Associativity Examples in Math

Start with the recap, study the fully worked examples, then use the practice problems to check your understanding of Associativity.

This page combines explanation, solved examples, and follow-up practice so you can move from recognition to confident problem-solving in Math.

Concept Recap

A property where changing the grouping of operands does not change the result: (a \star b) \star c = a \star (b \star c).

(2 + 3) + 4 = 2 + (3 + 4). How you group the additions doesn't matter.

Read the full concept explanation โ†’

How to Use These Examples

  • Read the first worked example with the solution open so the structure is clear.
  • Try the practice problems before revealing each solution.
  • Use the related concepts and background knowledge badges if you feel stuck.

What to Focus On

Core idea: Associative operations can be regrouped without changing the result.

Common stuck point: Subtraction and division are NOT associative: (8-4)-2 \neq 8-(4-2).

Sense of Study hint: Try regrouping the numbers with parentheses in a different spot and check whether the answer stays the same.

Worked Examples

Example 1

easy
Show that \((2 + 5) + 4 = 2 + (5 + 4)\) by calculating both sides.

Solution

  1. 1
    Left side: \((2 + 5) + 4 = 7 + 4 = 11\).
  2. 2
    Right side: \(2 + (5 + 4) = 2 + 9 = 11\).
  3. 3
    Both sides equal 11.
  4. 4
    The grouping does not change the sum.

Answer

Both equal 11
The associative property: \((a + b) + c = a + (b + c)\). You can change the grouping without changing the result.

Example 2

medium
Use associativity to make this multiplication easier: \(5 \times 4 \times 6\).

Practice Problems

Try these problems on your own first, then open the solution to compare your method.

Example 1

easy
Calculate \((8 + 3) + 7\) and \(8 + (3 + 7)\). Which is easier? Why?

Example 2

medium
Use associativity to simplify: \(2 \times 7 \times 5\).

Background Knowledge

These ideas may be useful before you work through the harder examples.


What lines in the material hold the string "content"? Copy out each of them.
┌──
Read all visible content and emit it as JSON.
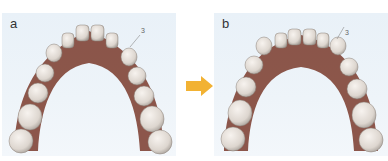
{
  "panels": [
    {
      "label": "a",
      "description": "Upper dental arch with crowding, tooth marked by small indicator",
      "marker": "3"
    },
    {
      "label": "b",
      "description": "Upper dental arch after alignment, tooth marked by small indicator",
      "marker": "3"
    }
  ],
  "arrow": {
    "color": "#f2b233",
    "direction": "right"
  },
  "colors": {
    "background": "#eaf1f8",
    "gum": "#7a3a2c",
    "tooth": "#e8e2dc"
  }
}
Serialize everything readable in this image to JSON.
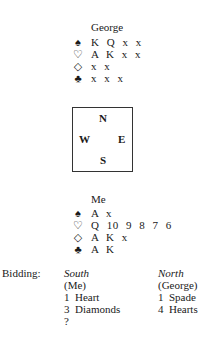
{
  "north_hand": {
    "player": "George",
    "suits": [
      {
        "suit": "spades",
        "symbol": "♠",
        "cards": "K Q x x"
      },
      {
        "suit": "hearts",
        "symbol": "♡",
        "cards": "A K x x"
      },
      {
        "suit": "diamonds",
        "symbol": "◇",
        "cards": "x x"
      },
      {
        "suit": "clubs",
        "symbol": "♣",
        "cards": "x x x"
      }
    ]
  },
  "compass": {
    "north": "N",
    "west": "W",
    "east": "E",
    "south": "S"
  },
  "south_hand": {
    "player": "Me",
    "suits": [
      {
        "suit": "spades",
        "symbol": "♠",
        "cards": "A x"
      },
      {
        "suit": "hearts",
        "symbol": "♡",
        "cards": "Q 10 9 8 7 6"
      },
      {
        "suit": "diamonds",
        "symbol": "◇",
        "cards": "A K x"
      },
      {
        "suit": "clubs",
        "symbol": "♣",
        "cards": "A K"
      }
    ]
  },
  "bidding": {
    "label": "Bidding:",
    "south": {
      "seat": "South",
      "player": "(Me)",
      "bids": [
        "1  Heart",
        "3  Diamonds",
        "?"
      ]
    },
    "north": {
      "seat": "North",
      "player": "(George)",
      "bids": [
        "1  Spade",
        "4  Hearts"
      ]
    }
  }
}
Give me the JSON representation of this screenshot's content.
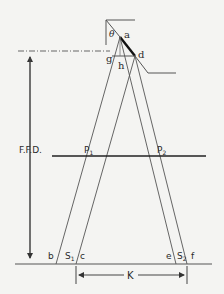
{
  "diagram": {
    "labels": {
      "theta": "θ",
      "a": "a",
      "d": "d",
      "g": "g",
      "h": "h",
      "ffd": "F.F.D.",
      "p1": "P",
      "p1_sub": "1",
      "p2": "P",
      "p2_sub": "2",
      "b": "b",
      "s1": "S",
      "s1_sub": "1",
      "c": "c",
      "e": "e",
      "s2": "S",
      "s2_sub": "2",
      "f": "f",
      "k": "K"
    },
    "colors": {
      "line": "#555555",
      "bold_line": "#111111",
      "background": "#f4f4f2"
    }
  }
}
└──
┌──
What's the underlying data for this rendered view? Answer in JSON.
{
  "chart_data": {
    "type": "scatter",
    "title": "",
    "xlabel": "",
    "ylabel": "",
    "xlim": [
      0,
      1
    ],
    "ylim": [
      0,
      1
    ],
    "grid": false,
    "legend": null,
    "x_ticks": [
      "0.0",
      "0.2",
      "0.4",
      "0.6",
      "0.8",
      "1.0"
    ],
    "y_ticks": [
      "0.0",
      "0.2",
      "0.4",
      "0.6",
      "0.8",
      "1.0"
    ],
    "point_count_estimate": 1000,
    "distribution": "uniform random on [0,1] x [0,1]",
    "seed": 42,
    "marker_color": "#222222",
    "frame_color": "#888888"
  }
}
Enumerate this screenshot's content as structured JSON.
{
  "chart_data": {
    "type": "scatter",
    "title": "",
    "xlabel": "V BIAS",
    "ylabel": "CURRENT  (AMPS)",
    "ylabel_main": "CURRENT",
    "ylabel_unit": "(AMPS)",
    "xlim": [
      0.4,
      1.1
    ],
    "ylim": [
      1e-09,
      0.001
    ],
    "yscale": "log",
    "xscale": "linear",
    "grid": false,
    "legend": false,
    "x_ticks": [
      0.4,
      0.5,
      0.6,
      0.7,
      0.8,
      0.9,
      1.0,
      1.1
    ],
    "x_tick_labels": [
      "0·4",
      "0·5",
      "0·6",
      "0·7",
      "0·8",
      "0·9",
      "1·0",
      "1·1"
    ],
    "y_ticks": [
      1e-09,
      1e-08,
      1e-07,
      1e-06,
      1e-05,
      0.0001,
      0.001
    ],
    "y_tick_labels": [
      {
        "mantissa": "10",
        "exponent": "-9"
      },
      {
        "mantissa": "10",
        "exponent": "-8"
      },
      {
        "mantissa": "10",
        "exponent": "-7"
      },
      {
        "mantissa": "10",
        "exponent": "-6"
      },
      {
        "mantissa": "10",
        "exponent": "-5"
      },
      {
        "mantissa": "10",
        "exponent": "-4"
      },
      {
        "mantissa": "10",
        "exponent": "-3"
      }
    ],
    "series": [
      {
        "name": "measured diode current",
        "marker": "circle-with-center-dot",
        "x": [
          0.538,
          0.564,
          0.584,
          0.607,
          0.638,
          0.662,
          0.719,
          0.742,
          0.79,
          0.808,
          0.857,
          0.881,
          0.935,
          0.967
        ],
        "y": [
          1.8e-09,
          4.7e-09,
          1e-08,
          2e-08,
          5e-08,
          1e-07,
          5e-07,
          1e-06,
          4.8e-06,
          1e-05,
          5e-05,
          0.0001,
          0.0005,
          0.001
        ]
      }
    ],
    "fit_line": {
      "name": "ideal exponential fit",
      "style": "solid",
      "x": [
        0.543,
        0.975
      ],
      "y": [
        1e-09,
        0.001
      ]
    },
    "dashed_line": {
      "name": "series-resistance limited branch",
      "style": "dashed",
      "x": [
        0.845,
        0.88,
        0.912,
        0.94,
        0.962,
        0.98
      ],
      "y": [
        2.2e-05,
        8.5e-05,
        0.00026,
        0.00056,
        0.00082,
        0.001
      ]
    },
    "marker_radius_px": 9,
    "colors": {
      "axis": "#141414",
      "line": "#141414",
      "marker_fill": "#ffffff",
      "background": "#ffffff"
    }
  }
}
└──
> Result
Read all visible content and emit it as JSON.
Give me the JSON representation of this screenshot's content.
Enumerate this screenshot's content as structured JSON.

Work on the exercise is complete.